At Maclean's, Bonnie Schiedel writes on how Canadians, and parents in particular, need to first educate themselves, and then their children on Residential Schools: Canada's cultural genocide. As a nation, we need to learn the individual stories of people like Phyllis Webstad, Gladys Chapman, and Chanie Wenjack, and about how the government partnered with the Catholic Church to remove Indigenous children from their families in a bid to "take the Indian out of the child."
How would you feel, if this happened in your kid's class? Last fall, a grade 6 social studies class outside of Edmonton was learning about residential schools.
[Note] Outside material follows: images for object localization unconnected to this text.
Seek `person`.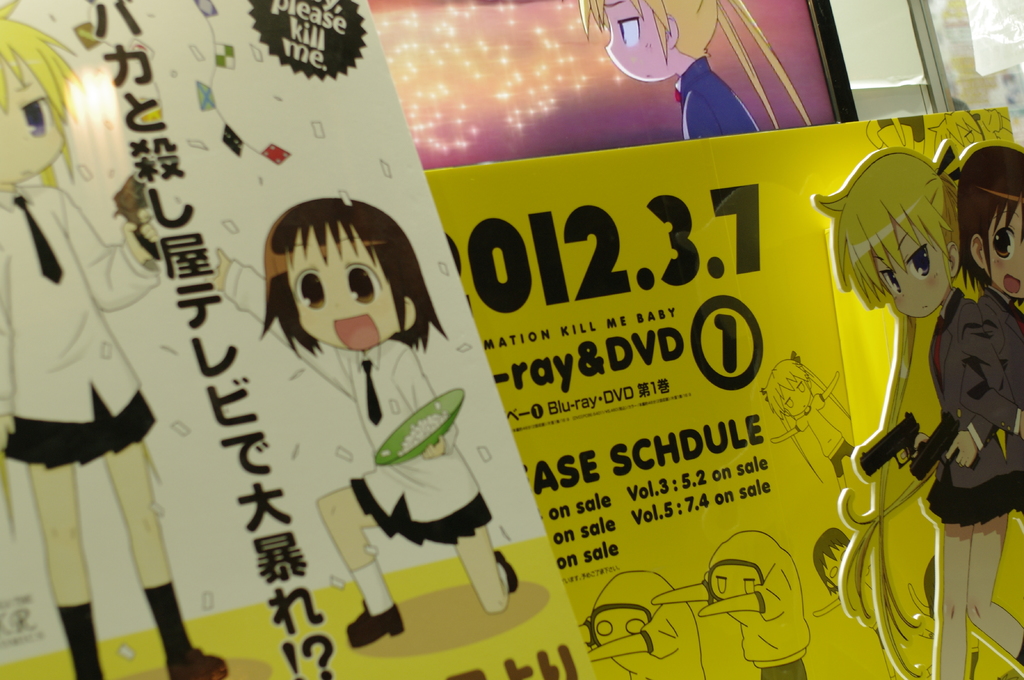
Rect(573, 569, 705, 679).
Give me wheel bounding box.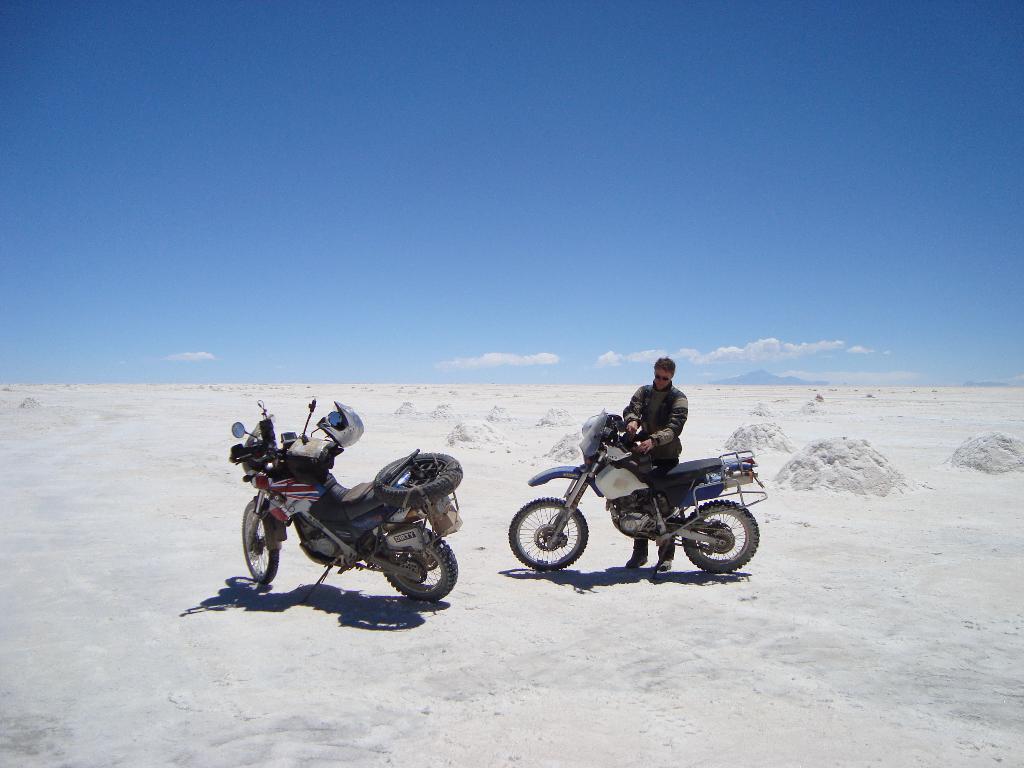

A student put up her hand and said, "I don't have anything against Indigenous people, but my grandpa told me we had to put the Indians in residential schools because they were killing each other and we had to civilize them."
Two years ago, the Truth and Reconciliation Commission (TRC) issued 94 calls to action to address the legacy of residential schools and move toward reconciliation. I still can't quite figure out what reconciliation could or should look like in everyday life; it's one of those slippery words that can mean a thousand different things to a thousand different people. Maybe, then, we should pay attention to the truth part first. As Pamala Agawa, a curriculum coordinator for First Nation, Métis and Inuit education (FNMI) at York Region District School Board in Ontario, told me, we need to figure out the truth for ourselves: "What biases do we carry; what learning do we need to do to better understand the true history of the country?"
When Bearhead told me about that grade 6 student repeating her grandpa's comment, I flinched, thinking my daughter could hear something that casually cruel in her classroom, too. The legacy of residential schools—those strained and broken threads of relationships and culture and identity—is like a widening tear in a piece of fabric. If we have any hope of patching it, we've got to listen, really listen, to Indigenous stories and experiences, and then talk to our kids. "The biggest measure of success for me is about how families are talking about reconciliation at the dinner table, when no one else is listening," says Bearhead. "When we see that shift happening there, that's when I believe we'll be on the road to reconciliation as a country."